Task | A faithful, word-for-word copy of the records is required, and it must contain no pictures.

(Pixel coordinate grounding data)
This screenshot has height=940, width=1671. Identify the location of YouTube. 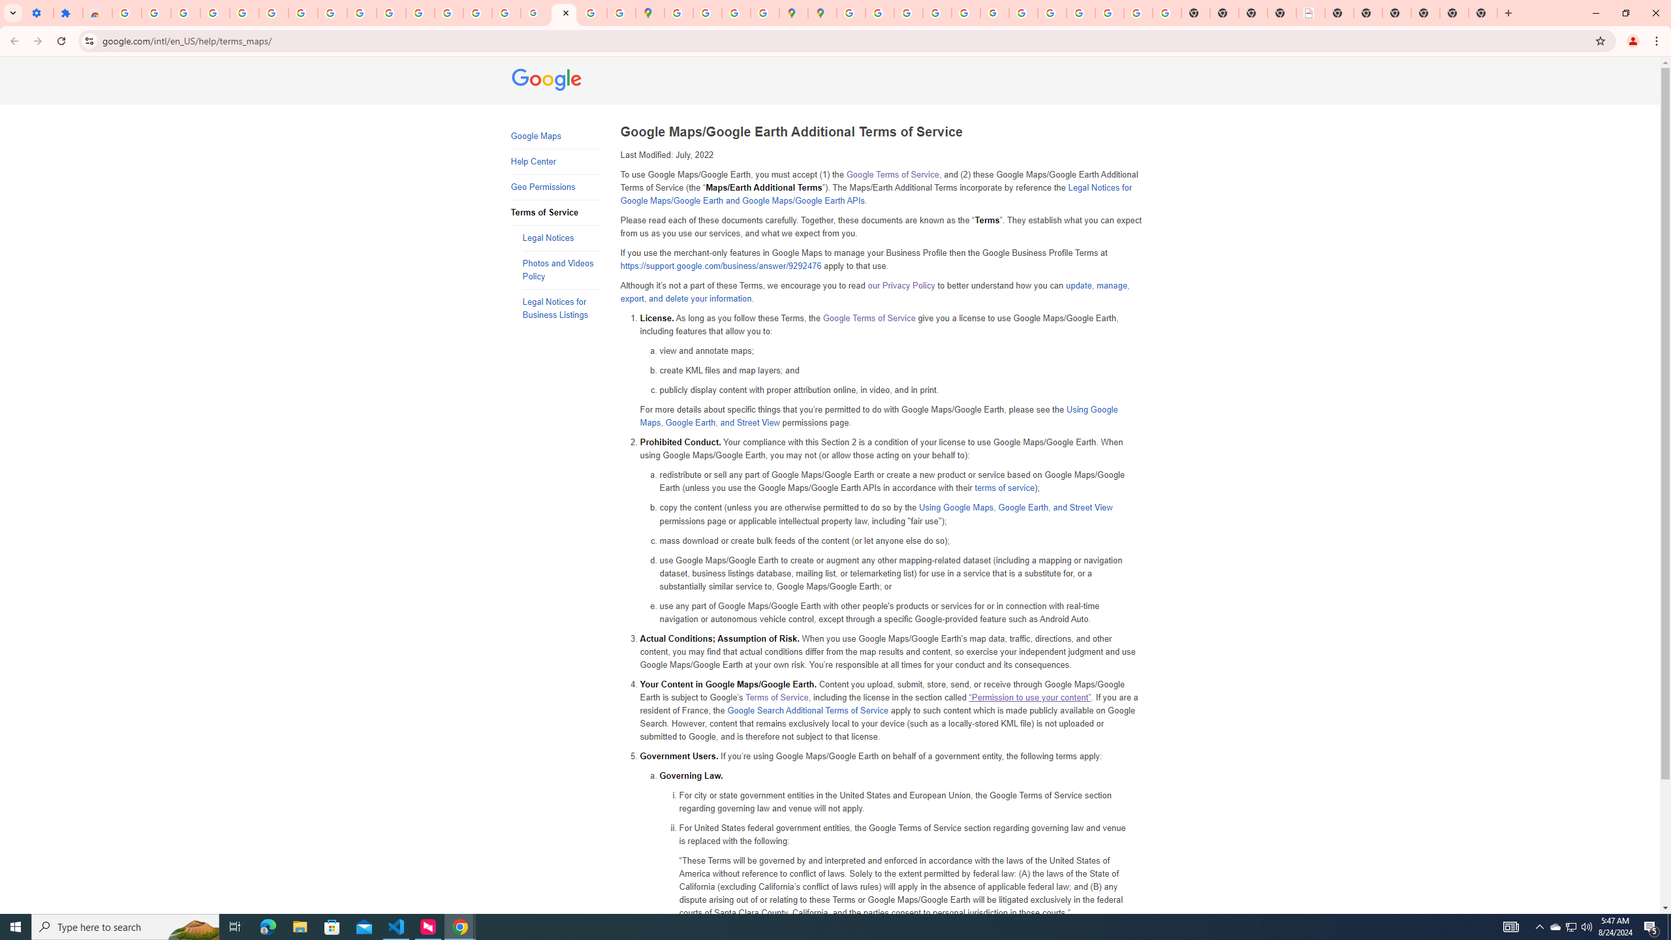
(362, 13).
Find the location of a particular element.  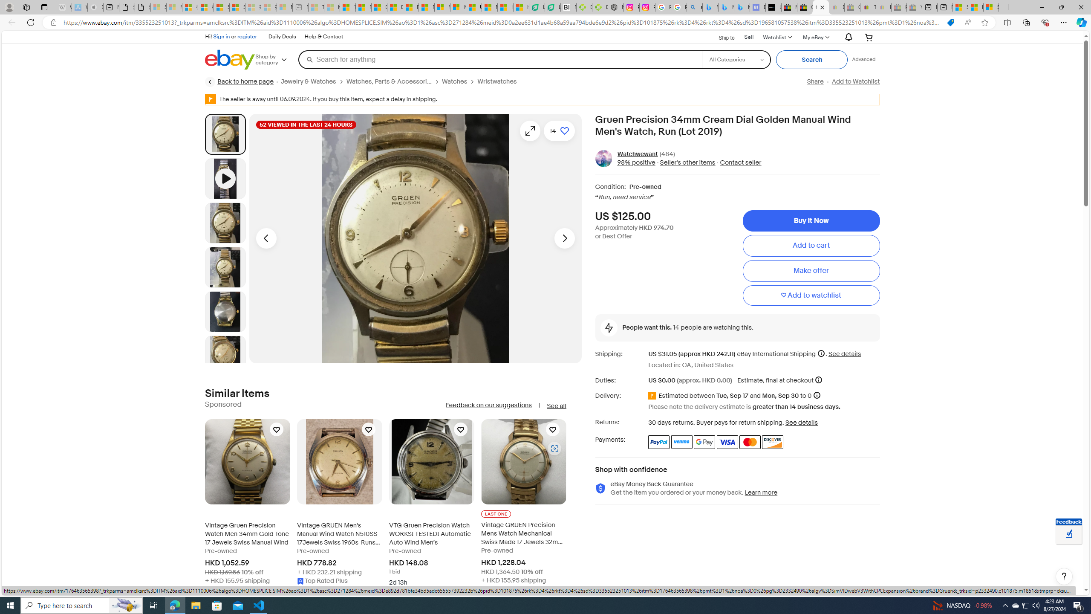

See details for shipping is located at coordinates (844, 354).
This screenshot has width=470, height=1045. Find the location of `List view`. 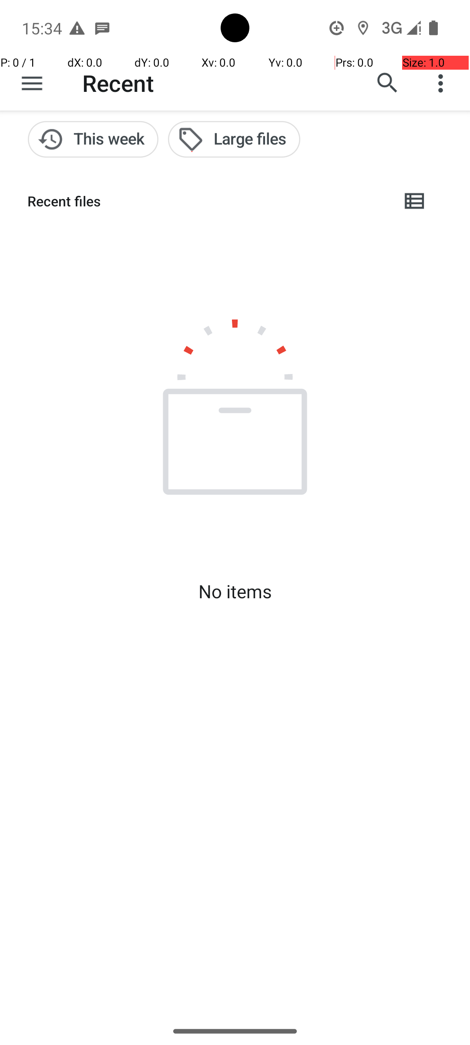

List view is located at coordinates (415, 201).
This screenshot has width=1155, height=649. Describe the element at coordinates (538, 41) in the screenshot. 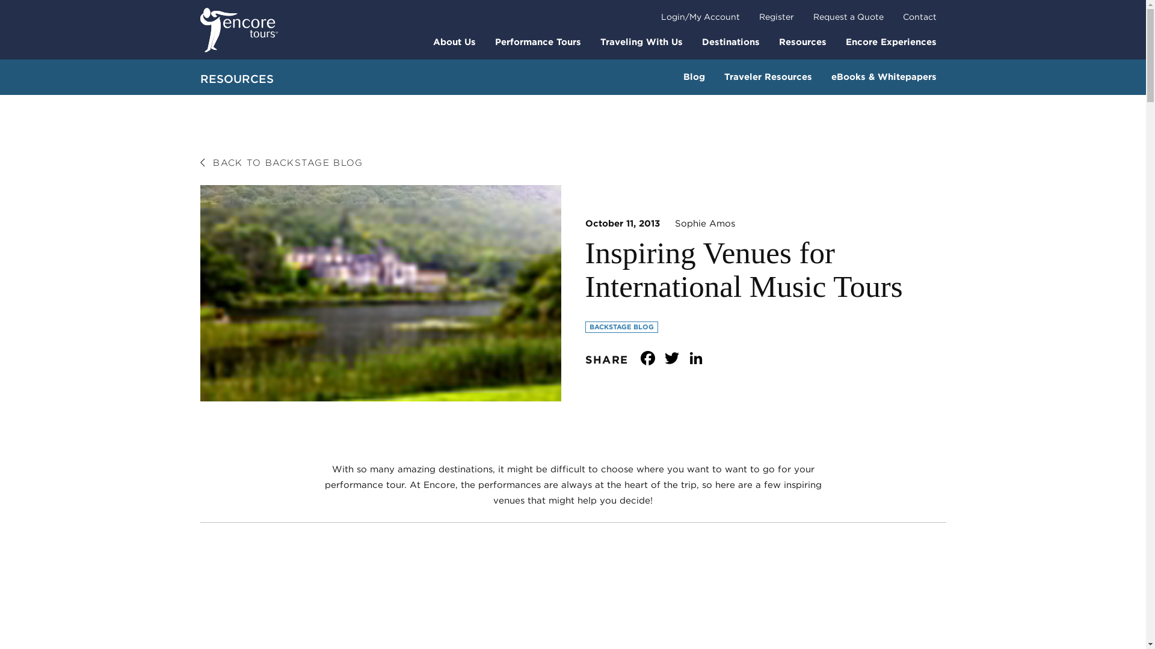

I see `Performance Tours` at that location.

Answer |
This screenshot has height=940, width=1671. Identify the location of YouTube. 
(362, 13).
Find the location of a particular element.  

See details for shipping is located at coordinates (844, 354).
This screenshot has width=470, height=1045. Find the location of `List view`. 

List view is located at coordinates (415, 201).
This screenshot has width=1155, height=649. Describe the element at coordinates (538, 41) in the screenshot. 

I see `Performance Tours` at that location.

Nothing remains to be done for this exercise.